## EXTRACTED RECORDS
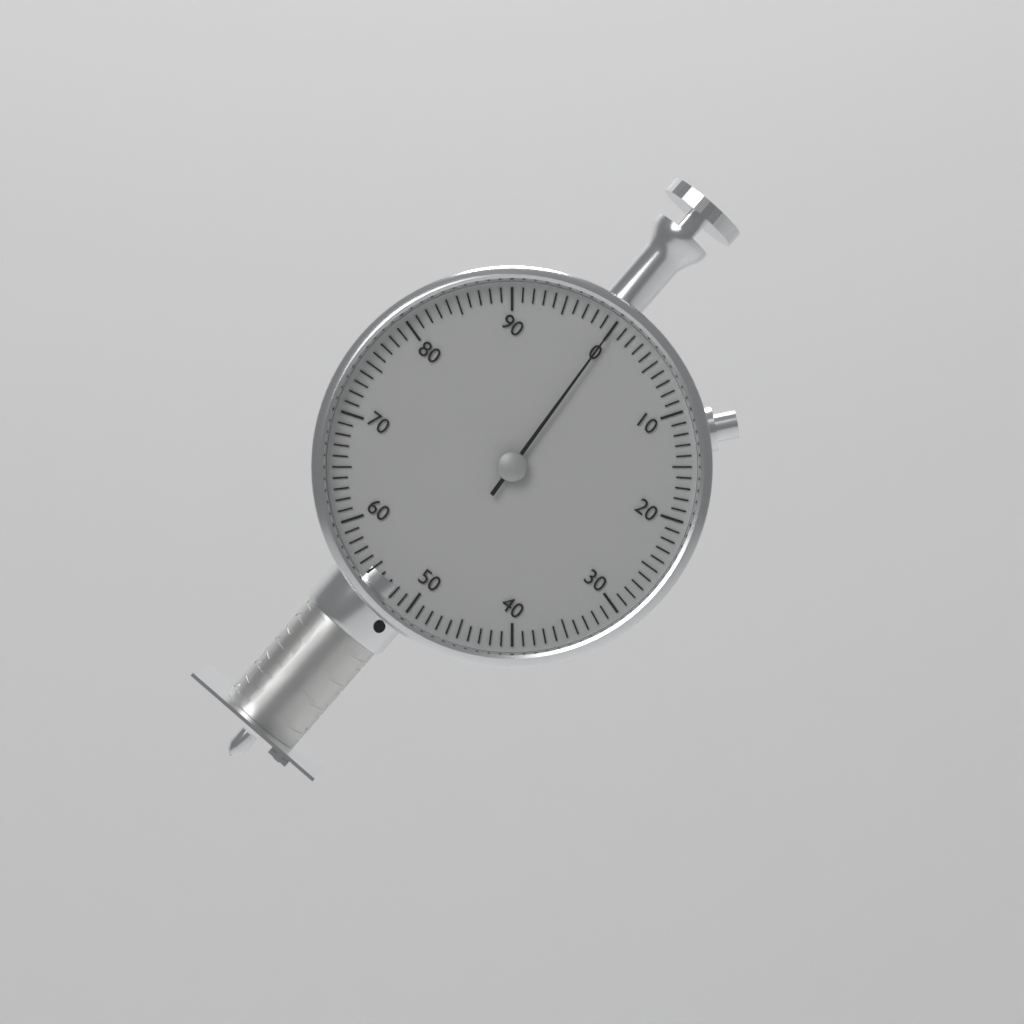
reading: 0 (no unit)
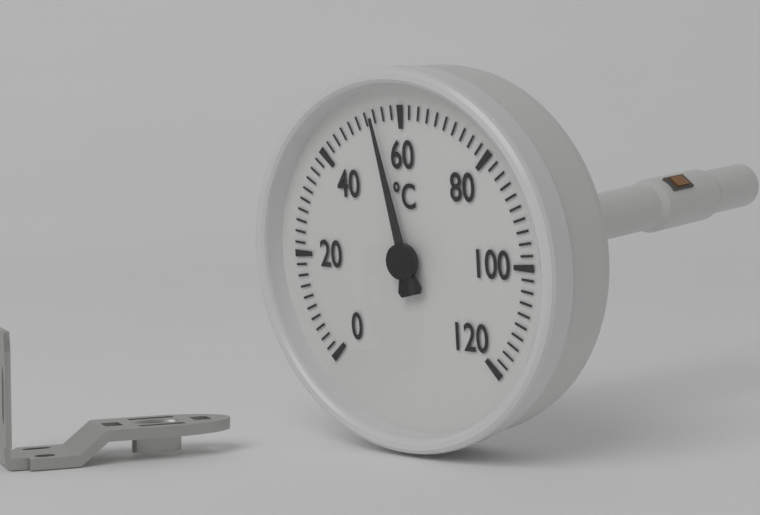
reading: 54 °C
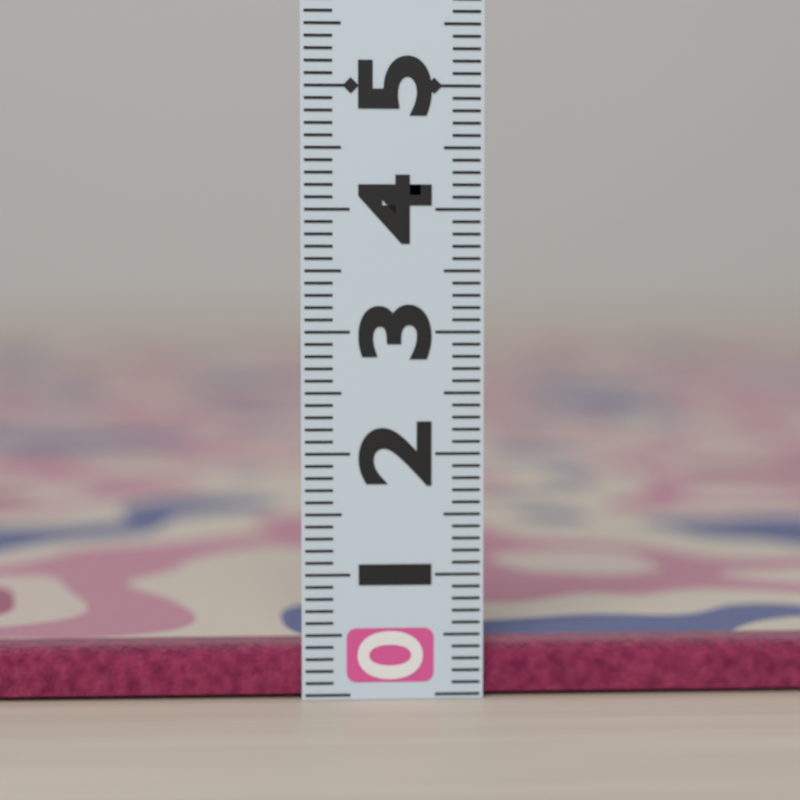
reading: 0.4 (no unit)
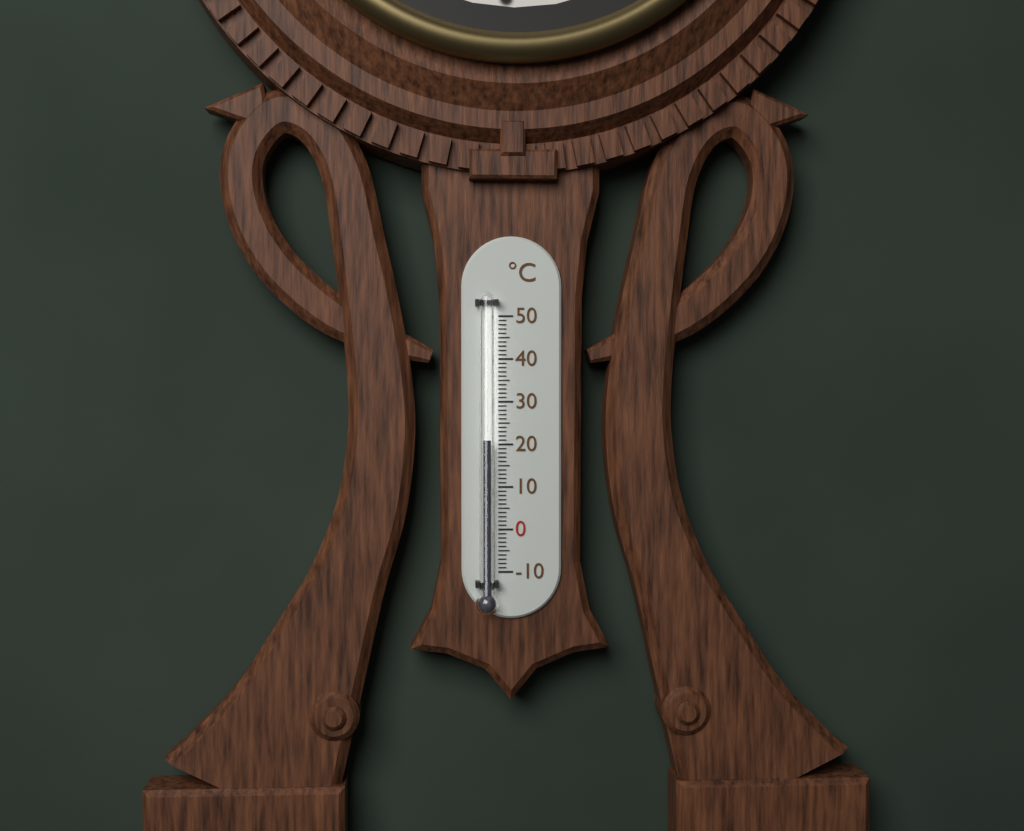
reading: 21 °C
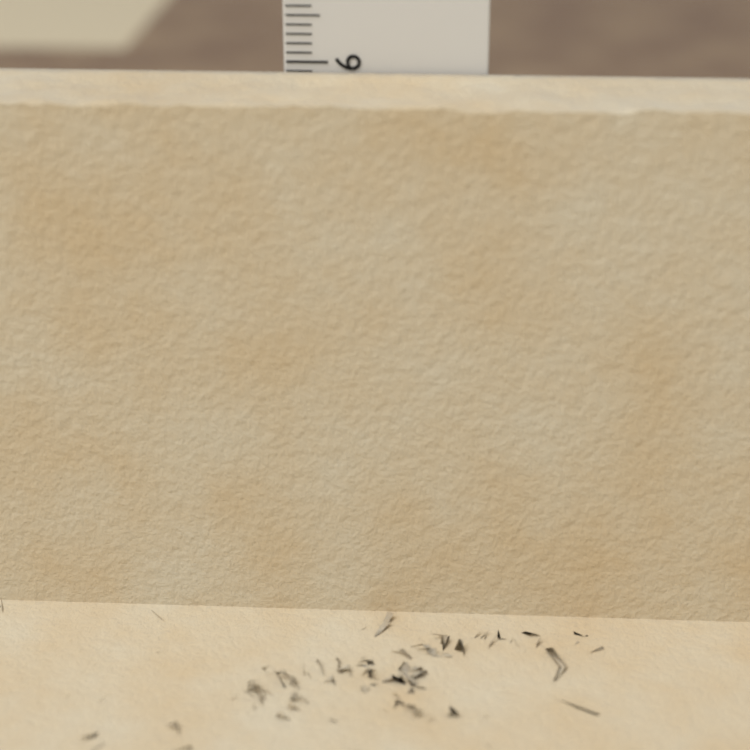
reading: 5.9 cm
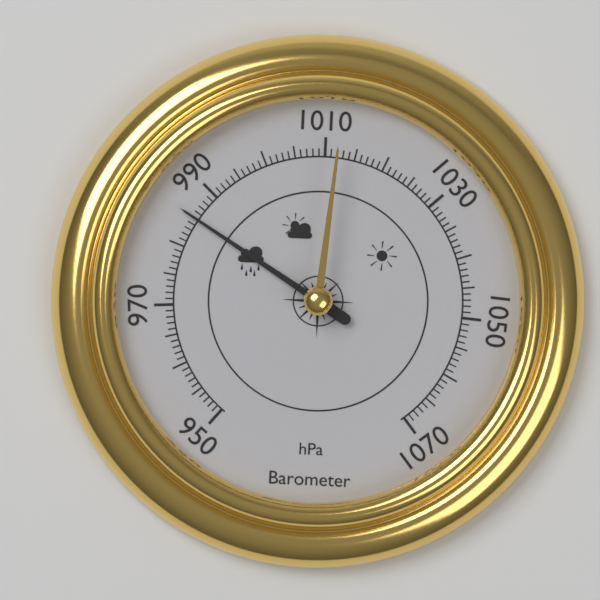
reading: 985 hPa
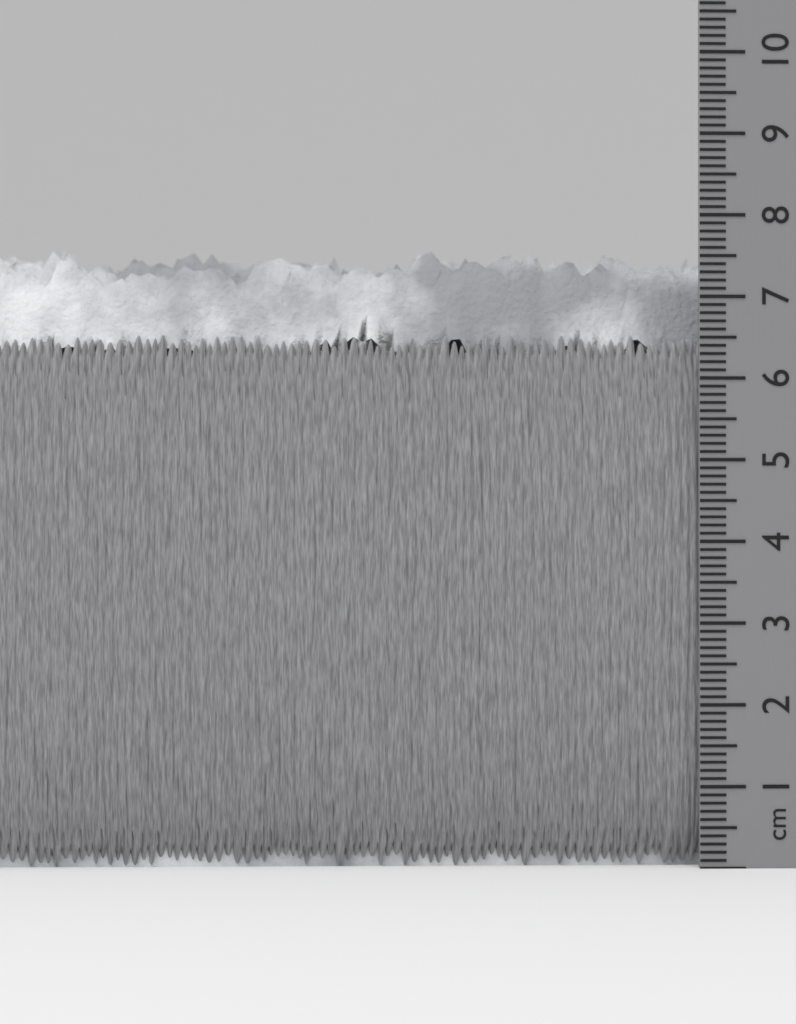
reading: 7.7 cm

## TRY IT
Reproduce the whole listing above word for word, dropping each image.

## RESULT FOR THIS EXERCISE
reading: 0 (no unit)
reading: 54 °C
reading: 0.4 (no unit)
reading: 21 °C
reading: 5.9 cm
reading: 985 hPa
reading: 7.7 cm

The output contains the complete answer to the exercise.